If the Law of Large Numbers is the first-order approximation to the sample mean, the Central Limit Theorem is the second-order correction. Together they mirror the first two terms of a Taylor expansion:

  • LLN gives a point estimate: Xnμ\overline{X}_n \to \mu.
  • CLT describes how far the point estimate sits from the true value, giving an interval estimate with a universal Gaussian shape.
  • The role of finite variance. The proof uses E[X12]<\mathbb{E}[X_1^2] < \infty in exactly one place: to get the second-order expansion of φ\varphi at 00 with an o(t2)o(t^2) error. Without finite variance, no such expansion exists, and the n\sqrt{n} scaling is no longer the right one. (Heavy-tailed sums obey different limit laws, the stable distributions.)

  • Universality. The conclusion depends on X1X_1 only through μ\mu and σ2\sigma^2. Two i.i.d. sequences with the same mean and variance have asymptotically indistinguishable normalized sums, regardless of how different their individual distributions look.

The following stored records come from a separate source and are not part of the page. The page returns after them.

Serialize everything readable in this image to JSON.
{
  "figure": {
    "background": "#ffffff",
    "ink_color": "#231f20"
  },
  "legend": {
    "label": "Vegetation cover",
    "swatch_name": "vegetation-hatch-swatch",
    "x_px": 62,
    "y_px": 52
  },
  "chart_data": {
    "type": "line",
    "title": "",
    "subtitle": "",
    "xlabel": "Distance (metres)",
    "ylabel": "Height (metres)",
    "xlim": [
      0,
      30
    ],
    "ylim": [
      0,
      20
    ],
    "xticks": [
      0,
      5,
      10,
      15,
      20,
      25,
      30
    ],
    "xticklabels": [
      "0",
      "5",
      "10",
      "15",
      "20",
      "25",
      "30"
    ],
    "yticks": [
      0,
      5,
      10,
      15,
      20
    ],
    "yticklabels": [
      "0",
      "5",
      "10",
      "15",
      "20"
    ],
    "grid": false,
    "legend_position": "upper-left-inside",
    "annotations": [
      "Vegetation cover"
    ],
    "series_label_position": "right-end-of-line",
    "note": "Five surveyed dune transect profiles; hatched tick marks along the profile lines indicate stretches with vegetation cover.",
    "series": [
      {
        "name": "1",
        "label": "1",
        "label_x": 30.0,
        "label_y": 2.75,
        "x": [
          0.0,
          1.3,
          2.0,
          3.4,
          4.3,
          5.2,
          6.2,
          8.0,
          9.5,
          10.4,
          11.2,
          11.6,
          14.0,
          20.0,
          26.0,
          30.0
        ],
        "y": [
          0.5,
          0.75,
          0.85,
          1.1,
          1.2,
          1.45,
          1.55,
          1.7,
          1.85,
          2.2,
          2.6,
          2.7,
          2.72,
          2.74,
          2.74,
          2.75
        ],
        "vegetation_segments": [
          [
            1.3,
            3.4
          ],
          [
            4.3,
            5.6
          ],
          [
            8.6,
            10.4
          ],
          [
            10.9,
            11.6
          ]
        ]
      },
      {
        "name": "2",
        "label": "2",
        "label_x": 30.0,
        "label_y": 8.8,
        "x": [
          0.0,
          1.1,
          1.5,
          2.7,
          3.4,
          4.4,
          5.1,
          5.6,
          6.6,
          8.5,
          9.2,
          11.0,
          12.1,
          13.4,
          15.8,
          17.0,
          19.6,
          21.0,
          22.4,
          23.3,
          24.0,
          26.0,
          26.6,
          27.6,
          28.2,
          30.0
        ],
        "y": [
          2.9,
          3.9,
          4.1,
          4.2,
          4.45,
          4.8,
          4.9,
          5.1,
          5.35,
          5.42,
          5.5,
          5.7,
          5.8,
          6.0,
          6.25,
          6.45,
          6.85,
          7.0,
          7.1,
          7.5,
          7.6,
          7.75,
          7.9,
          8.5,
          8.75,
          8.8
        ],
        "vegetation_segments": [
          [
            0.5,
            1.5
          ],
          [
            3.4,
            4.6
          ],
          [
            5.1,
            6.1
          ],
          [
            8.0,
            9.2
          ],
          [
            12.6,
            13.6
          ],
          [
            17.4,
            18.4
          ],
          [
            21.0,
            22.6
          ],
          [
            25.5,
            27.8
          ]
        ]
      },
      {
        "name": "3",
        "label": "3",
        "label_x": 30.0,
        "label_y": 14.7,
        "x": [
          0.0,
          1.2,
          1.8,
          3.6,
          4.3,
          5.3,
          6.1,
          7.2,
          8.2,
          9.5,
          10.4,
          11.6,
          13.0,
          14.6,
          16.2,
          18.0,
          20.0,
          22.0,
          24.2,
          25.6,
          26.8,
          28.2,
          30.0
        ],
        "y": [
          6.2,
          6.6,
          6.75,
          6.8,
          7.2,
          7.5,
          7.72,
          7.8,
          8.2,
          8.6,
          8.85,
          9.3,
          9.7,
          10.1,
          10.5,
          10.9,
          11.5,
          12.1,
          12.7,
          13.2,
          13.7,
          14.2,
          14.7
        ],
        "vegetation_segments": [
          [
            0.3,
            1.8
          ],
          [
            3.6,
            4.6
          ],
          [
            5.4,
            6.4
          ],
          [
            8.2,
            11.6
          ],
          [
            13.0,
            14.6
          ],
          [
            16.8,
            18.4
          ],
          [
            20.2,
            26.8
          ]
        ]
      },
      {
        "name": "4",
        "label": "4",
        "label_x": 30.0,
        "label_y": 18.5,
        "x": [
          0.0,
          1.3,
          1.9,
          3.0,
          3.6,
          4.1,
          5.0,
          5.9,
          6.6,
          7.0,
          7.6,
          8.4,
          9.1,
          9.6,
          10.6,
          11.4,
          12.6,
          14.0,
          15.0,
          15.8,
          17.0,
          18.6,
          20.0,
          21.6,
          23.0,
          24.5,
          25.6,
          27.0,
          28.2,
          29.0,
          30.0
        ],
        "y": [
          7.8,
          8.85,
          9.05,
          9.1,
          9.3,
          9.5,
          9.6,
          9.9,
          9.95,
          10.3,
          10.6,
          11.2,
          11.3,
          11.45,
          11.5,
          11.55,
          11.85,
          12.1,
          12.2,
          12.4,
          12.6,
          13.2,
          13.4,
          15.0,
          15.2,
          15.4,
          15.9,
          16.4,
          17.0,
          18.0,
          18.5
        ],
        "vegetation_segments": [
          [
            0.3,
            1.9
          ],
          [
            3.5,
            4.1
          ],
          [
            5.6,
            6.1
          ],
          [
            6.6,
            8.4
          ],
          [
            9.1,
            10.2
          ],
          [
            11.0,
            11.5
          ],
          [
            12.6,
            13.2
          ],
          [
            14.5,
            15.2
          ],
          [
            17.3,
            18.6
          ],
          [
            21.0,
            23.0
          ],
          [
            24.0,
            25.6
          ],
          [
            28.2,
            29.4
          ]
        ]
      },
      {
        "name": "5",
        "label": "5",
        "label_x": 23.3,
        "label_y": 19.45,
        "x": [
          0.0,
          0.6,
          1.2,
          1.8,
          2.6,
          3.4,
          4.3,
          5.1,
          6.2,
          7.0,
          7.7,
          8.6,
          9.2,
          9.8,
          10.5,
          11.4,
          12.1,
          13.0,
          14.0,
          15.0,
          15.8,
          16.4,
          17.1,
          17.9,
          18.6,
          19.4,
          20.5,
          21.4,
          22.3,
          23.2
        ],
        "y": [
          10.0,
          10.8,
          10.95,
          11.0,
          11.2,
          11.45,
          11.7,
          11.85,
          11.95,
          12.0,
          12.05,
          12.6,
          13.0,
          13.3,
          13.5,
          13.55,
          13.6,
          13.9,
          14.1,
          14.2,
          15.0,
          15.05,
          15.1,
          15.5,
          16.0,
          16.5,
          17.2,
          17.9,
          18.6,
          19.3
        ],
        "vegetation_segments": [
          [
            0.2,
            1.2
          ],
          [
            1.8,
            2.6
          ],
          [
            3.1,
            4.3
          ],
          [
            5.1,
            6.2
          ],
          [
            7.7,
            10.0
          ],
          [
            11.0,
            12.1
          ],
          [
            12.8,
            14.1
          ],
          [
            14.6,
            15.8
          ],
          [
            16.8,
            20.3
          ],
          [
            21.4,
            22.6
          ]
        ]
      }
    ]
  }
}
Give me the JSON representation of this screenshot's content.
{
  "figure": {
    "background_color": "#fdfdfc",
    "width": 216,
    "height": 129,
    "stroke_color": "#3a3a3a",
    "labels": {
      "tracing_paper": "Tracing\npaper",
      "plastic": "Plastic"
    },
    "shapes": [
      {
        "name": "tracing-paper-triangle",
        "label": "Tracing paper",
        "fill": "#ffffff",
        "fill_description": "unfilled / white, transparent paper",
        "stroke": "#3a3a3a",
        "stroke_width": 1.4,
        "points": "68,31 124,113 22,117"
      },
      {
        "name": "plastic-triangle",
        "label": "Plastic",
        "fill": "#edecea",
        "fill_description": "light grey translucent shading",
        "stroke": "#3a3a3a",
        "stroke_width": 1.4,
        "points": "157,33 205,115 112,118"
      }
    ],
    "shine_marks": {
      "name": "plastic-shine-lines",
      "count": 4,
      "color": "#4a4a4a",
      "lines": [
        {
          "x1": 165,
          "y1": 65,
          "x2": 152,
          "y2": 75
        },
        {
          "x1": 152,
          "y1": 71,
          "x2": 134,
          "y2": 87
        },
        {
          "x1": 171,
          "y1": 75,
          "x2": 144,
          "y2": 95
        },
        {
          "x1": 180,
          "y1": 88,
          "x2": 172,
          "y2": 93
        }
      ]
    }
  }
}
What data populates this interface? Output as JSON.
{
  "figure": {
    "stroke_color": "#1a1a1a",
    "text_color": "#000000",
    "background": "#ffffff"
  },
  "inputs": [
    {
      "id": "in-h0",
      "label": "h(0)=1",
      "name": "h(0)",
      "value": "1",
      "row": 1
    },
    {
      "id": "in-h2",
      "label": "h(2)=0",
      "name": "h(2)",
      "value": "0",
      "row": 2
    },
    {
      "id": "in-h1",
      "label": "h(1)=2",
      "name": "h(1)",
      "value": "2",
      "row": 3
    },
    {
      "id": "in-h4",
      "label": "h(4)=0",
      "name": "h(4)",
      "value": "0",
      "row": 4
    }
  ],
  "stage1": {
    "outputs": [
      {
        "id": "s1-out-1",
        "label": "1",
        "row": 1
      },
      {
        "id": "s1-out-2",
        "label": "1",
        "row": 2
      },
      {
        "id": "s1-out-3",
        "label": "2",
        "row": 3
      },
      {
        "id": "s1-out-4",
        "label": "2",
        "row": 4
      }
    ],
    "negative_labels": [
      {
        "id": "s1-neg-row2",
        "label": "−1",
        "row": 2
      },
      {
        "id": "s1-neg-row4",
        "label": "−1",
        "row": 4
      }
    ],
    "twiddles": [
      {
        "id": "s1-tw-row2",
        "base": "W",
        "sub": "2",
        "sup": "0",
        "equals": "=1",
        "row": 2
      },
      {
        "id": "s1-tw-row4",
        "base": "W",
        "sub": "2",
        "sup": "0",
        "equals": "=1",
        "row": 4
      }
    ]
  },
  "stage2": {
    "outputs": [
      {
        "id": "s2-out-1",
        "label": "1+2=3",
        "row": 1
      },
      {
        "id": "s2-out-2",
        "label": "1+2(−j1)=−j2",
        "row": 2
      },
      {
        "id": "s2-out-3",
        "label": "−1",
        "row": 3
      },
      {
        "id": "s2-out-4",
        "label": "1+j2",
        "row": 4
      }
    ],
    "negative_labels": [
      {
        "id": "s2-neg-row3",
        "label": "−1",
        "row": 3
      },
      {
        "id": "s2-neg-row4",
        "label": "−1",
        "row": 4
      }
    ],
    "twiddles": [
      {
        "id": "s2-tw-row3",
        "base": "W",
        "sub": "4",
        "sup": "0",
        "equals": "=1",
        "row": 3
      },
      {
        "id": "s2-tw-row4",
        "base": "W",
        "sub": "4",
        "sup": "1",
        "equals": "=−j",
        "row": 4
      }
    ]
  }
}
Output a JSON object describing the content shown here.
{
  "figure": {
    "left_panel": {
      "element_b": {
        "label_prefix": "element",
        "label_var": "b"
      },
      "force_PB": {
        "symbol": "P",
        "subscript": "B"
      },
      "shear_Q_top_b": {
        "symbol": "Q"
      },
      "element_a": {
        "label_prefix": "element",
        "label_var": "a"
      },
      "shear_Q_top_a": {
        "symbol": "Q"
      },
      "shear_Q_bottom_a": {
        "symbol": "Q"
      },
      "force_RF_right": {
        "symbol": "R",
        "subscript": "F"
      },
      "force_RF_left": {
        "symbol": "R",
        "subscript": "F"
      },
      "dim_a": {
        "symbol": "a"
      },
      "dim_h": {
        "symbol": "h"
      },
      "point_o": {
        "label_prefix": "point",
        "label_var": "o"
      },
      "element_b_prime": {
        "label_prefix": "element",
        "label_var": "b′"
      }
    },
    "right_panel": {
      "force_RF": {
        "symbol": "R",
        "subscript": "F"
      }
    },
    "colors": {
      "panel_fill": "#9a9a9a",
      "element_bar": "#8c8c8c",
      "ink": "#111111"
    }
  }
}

  • CLT vs. LLN. Both follow from i.i.d. assumptions on {Xn}\{X_n\}, but they describe complementary phenomena. LLN says Sn/nμ0S_n / n - \mu \to 0; CLT says Sn/nμ=Op(1/n)S_n / n - \mu = O_p(1/\sqrt{n}) with a Gaussian distributional shape. The CLT requires strictly more (finite variance) than the classical WLLN (finite mean).